US President Bill Clinton has called for a "unifying vision" among world leaders faced with inequalities in spite of economic prosperity. John Howard reports.

Clinton was speaking in a final address to centre-left leaders including Britain's Tony Blair whose "Third Way" concept is causing controversy.

"With half the world living on two dollars a day, talk of a "Third Way" was "academic" because some countries need above all more help to face problems like poverty, AIDS and malaria," Clinton said.

He said it was an "irony of our times" when the secrets of the universe, the genome and the right balance between social justice and economic growth are being discussed that "there are people in the world who are afraid of people different from us."

"Respect for our common humanity is the most important thing, how we listen to and treat others," he said.

Speaking about globalisation Clinton said: " Ordinary people are not so sure about the global economy as they wanted to see a human face on globalisation."

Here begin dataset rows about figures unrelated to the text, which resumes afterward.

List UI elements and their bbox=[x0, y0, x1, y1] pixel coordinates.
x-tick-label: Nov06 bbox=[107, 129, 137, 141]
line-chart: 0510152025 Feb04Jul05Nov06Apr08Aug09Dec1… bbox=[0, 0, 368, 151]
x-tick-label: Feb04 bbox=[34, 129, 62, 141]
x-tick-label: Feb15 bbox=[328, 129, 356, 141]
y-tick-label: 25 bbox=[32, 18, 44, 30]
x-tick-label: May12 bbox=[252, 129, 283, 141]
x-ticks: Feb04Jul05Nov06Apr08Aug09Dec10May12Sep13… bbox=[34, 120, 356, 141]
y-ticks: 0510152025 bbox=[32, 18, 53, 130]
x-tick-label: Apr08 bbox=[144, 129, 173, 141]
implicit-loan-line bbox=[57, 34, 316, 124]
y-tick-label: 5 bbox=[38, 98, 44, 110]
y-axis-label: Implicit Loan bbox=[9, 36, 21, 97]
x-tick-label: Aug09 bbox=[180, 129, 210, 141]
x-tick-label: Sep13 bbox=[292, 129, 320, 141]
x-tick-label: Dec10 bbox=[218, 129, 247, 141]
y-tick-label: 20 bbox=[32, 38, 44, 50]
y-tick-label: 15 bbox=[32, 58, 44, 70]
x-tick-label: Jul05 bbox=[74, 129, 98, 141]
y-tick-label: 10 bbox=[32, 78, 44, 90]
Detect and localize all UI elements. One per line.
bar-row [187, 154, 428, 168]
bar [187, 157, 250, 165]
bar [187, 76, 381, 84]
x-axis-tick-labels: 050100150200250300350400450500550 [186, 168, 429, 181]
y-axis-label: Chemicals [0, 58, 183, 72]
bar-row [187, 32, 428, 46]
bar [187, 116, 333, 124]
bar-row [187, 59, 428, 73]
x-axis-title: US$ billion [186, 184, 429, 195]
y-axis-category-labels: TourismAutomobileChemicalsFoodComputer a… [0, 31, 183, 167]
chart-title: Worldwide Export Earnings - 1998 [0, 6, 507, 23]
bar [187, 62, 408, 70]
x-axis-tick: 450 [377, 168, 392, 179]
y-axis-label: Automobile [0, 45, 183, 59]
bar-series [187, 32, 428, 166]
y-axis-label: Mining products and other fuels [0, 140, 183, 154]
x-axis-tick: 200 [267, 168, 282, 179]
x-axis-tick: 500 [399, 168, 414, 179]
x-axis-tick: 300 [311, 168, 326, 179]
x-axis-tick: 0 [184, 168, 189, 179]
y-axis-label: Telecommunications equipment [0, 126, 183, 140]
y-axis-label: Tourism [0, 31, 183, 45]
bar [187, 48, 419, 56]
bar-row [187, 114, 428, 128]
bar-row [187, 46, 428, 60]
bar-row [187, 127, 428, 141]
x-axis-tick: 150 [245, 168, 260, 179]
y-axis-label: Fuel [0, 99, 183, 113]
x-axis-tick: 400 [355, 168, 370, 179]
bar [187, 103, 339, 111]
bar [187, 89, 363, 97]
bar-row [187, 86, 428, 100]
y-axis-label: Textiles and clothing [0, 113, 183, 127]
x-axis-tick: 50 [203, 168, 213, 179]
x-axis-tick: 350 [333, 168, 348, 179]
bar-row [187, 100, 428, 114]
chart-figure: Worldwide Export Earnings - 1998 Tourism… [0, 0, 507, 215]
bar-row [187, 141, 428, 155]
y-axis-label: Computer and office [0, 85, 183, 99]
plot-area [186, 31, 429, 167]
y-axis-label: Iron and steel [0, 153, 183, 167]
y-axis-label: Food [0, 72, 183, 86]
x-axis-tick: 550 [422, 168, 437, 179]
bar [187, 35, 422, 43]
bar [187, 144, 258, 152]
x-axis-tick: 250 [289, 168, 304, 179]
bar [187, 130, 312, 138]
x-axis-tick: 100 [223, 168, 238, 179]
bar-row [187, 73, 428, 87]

"If we want to pursue it, we must prove to the people that it can work," he said.

He also stressed how difficult it was to implement political platforms on which political leaders and parties have been elected, pointing to his own election in 1992 and the election two years later of an adverse Congress dominated by the Republicans.

Clinton added there were problems, but "no one has all the answers" how to take up challenges to economic and social policies.

EU Commission president Romano Prodi endorsed Clinton's message noting that Europeans wanted to preserve their way of life "in a caring society" in what he called a European social model.